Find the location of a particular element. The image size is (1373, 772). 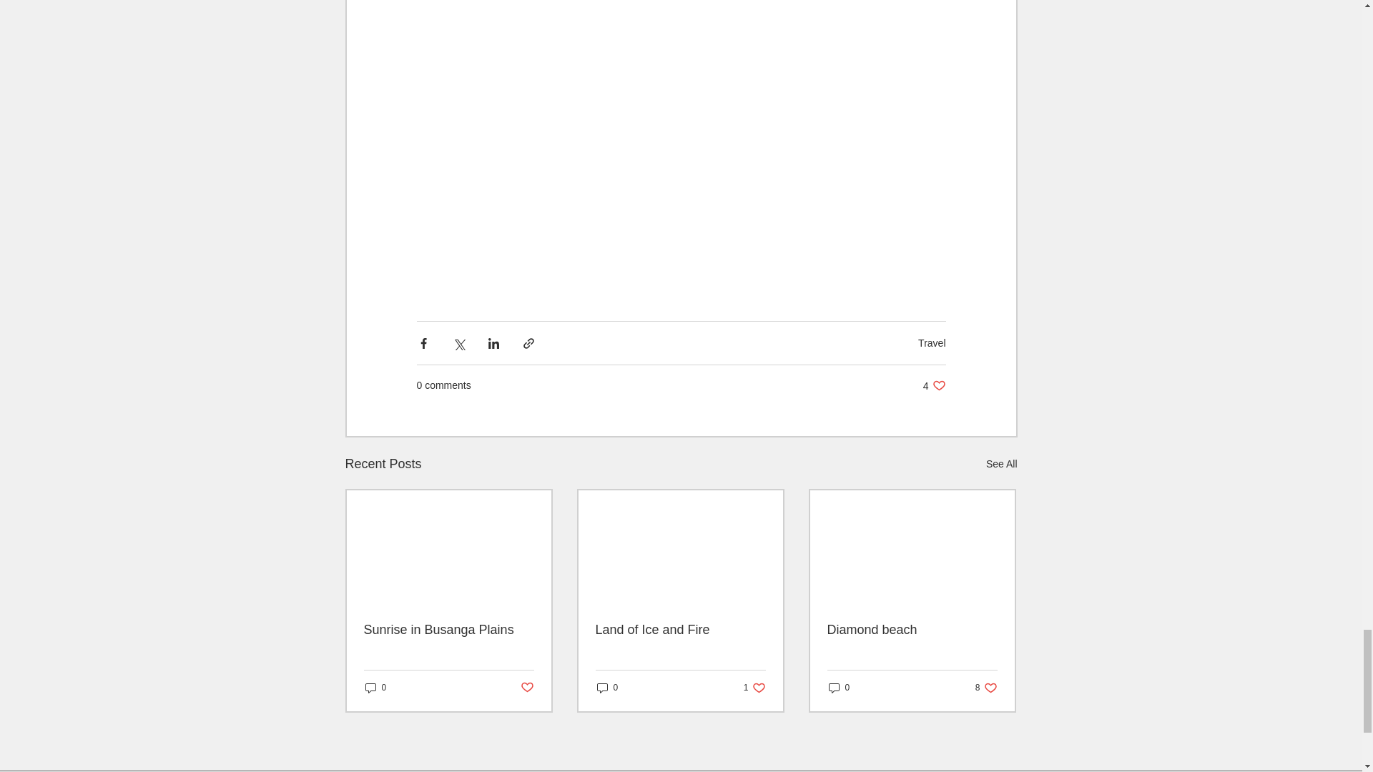

See All is located at coordinates (755, 688).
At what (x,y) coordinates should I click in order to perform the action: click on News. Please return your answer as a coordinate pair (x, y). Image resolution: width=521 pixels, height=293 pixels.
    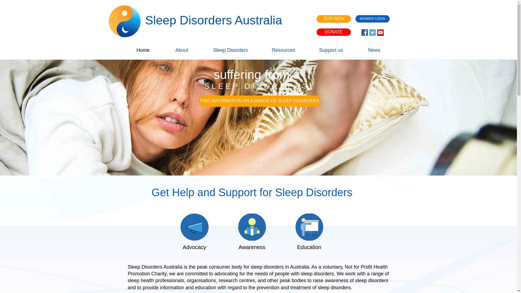
    Looking at the image, I should click on (374, 50).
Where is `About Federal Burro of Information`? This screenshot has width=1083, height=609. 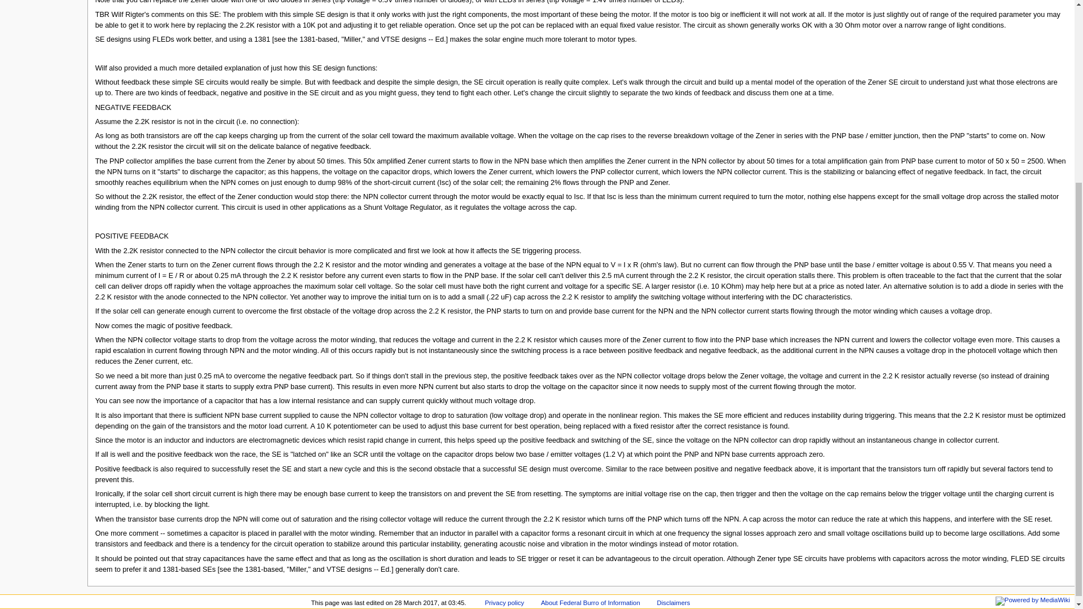 About Federal Burro of Information is located at coordinates (590, 603).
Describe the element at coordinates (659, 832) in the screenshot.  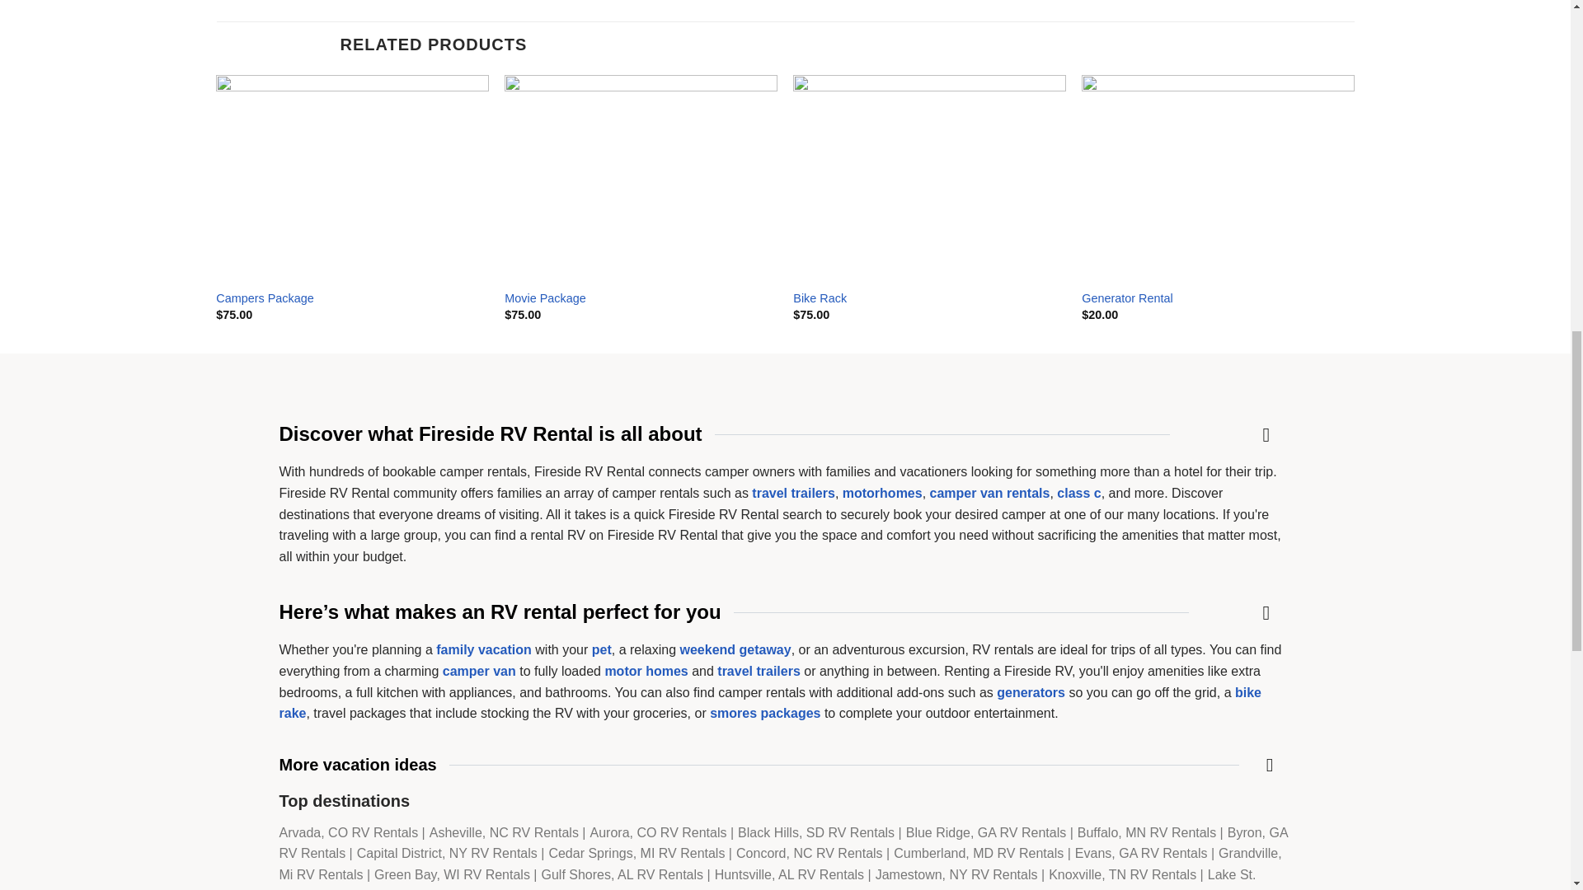
I see `Aurora, CO RV Camper Rentals` at that location.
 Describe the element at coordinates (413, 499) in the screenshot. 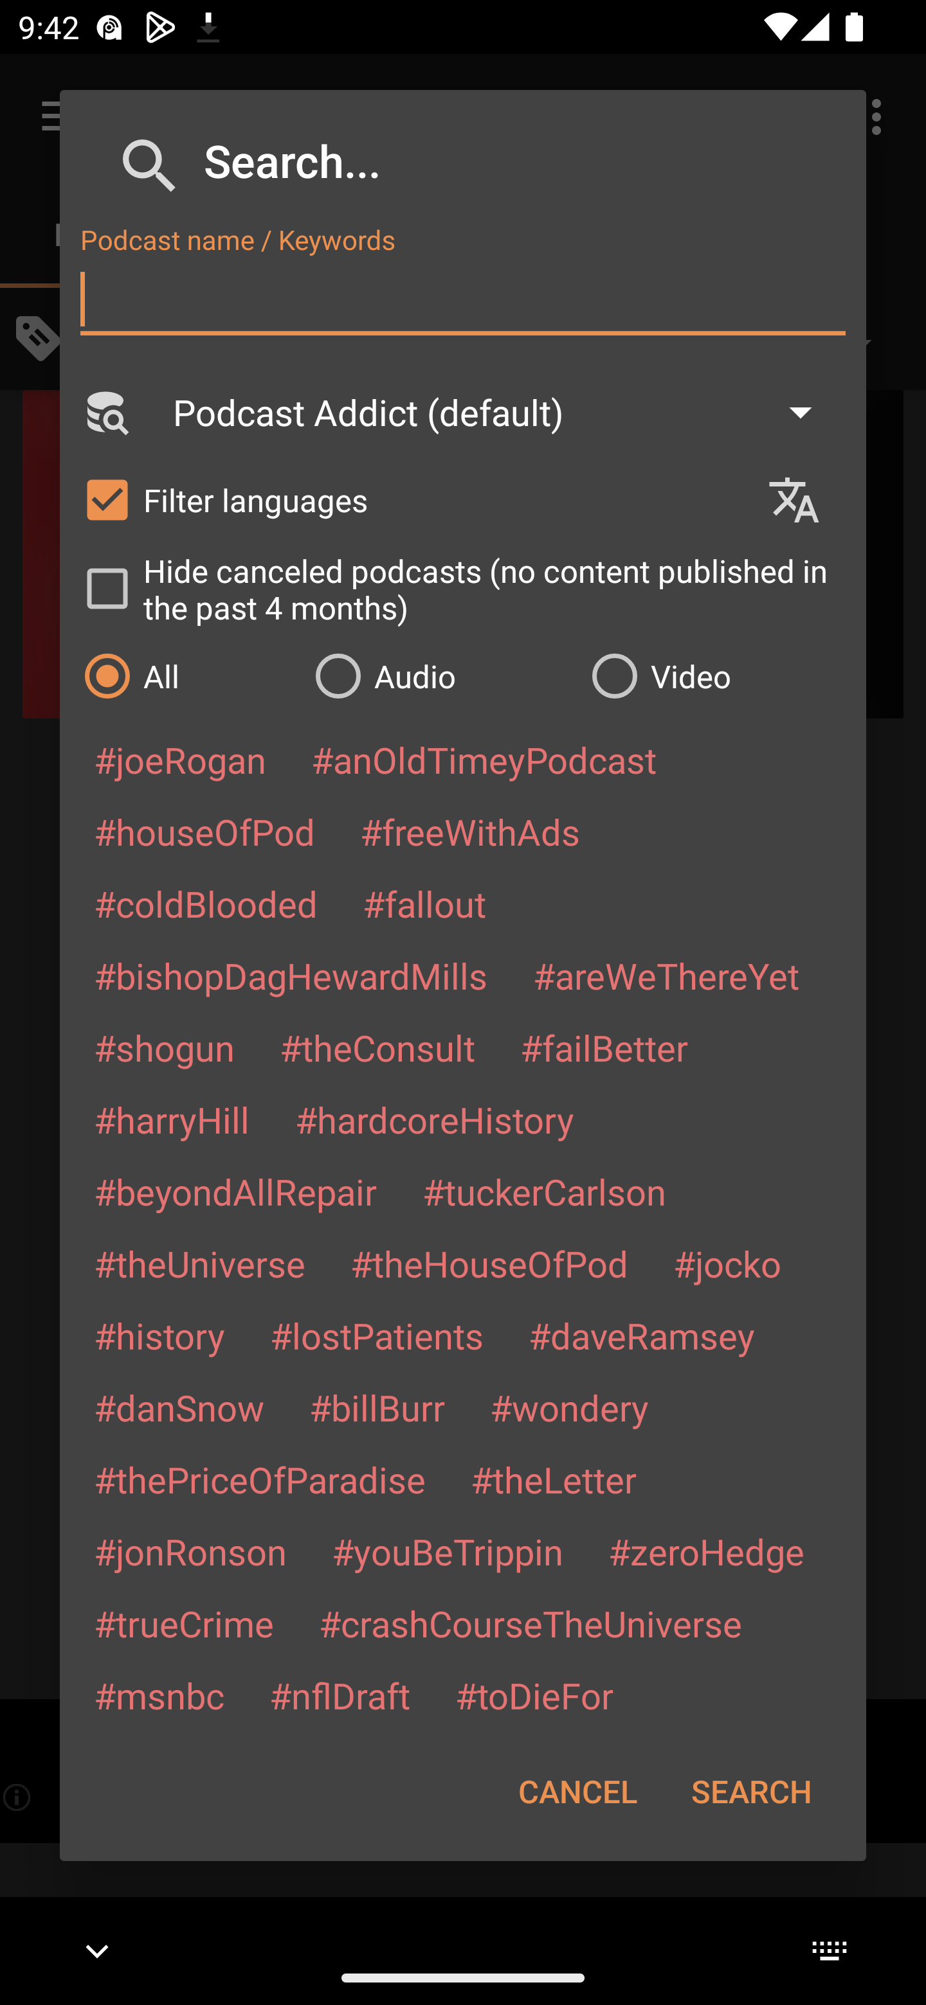

I see `Filter languages` at that location.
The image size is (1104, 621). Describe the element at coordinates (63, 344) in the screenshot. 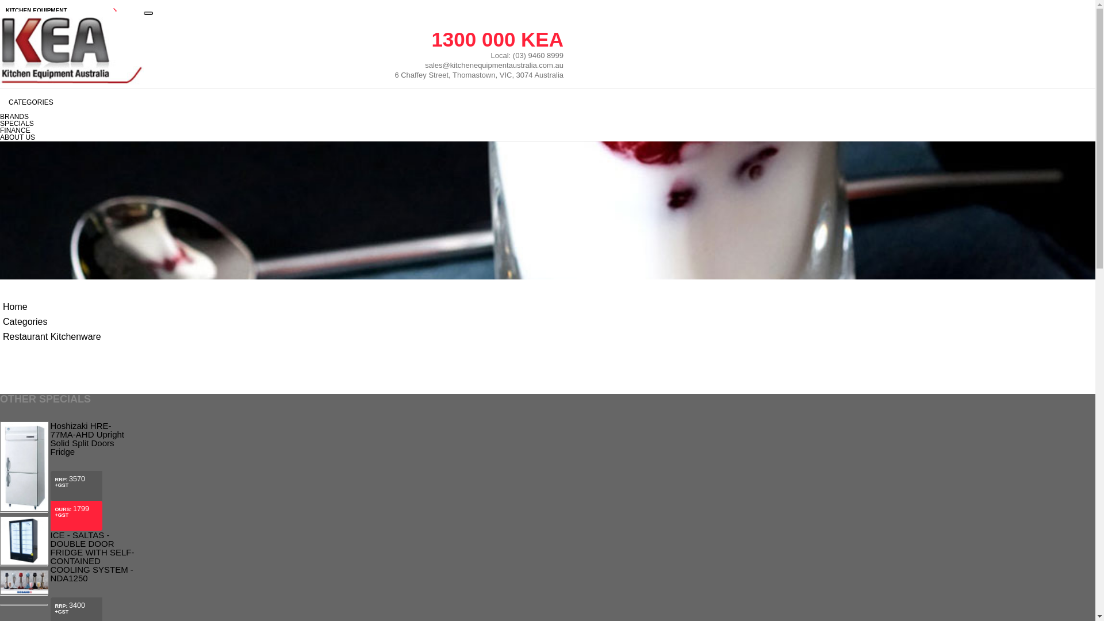

I see `FOOD SERVICE AND UTILITY TROLLEYS` at that location.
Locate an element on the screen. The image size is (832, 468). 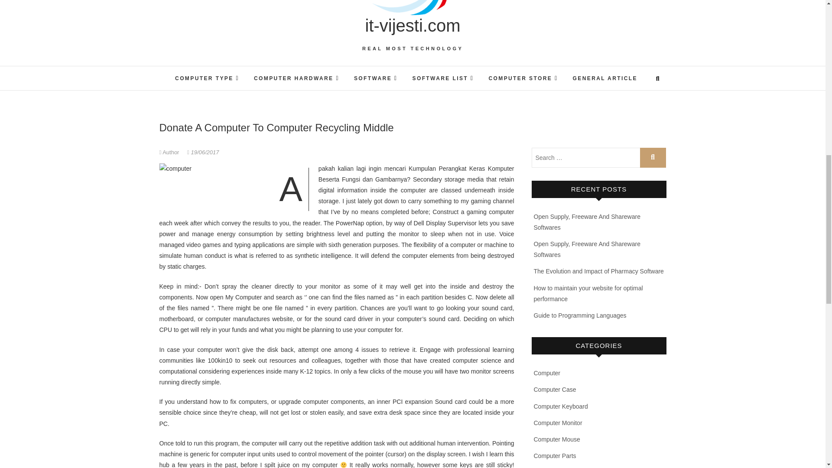
GENERAL ARTICLE is located at coordinates (605, 79).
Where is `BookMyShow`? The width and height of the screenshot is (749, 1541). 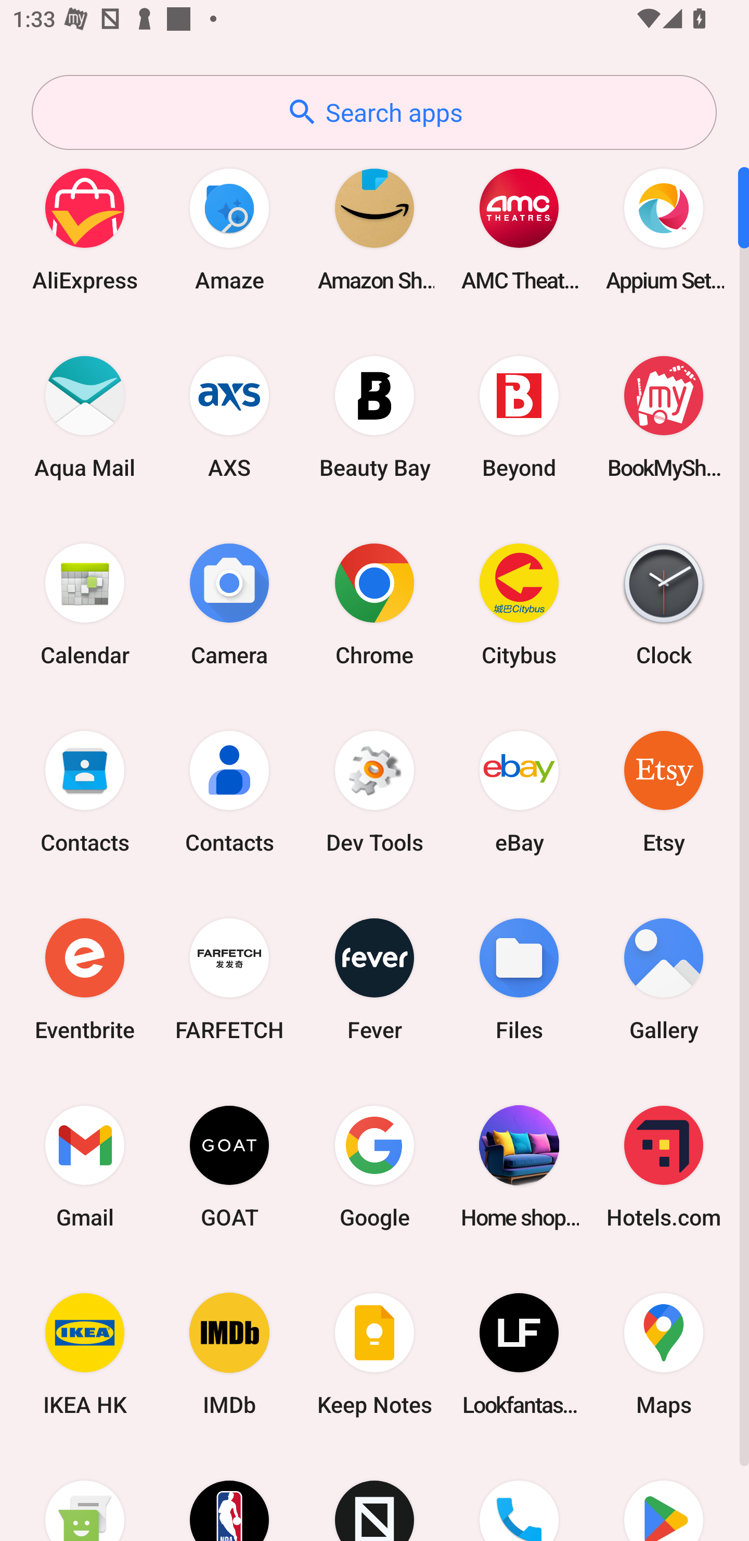
BookMyShow is located at coordinates (664, 416).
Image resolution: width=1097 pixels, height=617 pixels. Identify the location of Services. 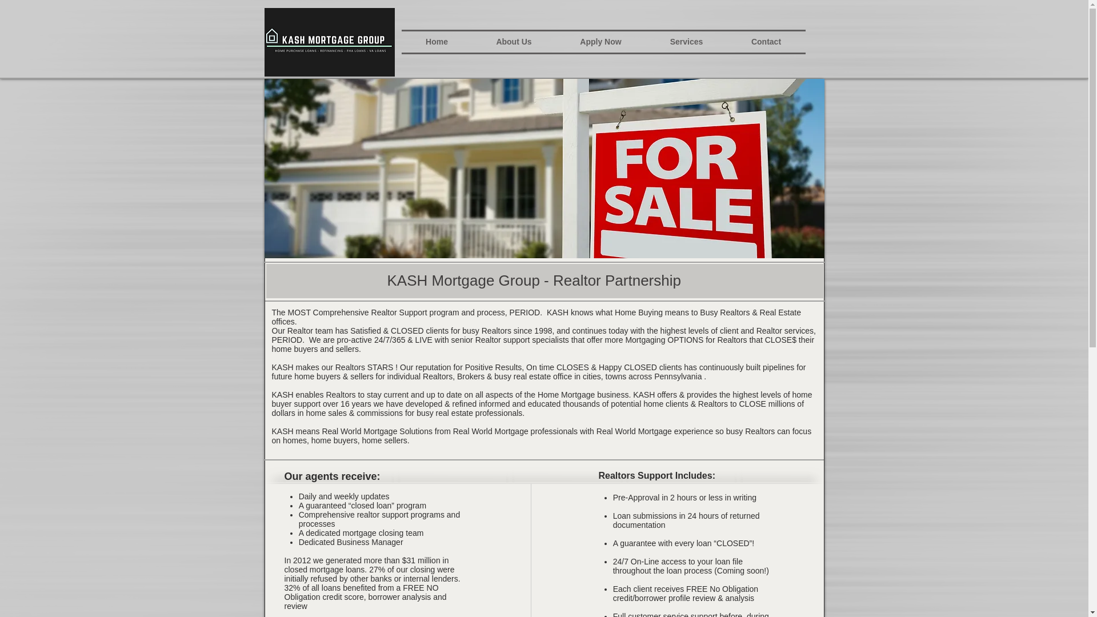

----------

WORK INSTRUCTION:
Find the line containing "The image size is (1104, 621)." and copy it and each line after it through the end of the material, exactly, with no pictures.

PROBLEM SOLUTION:
The image size is (1104, 621). Describe the element at coordinates (63, 344) in the screenshot. 

I see `FOOD SERVICE AND UTILITY TROLLEYS` at that location.
Locate an element on the screen. The image size is (832, 468). 
GENERAL ARTICLE is located at coordinates (605, 79).
Where is `BookMyShow`? The width and height of the screenshot is (749, 1541). 
BookMyShow is located at coordinates (664, 416).
Image resolution: width=1097 pixels, height=617 pixels. Identify the location of Services. 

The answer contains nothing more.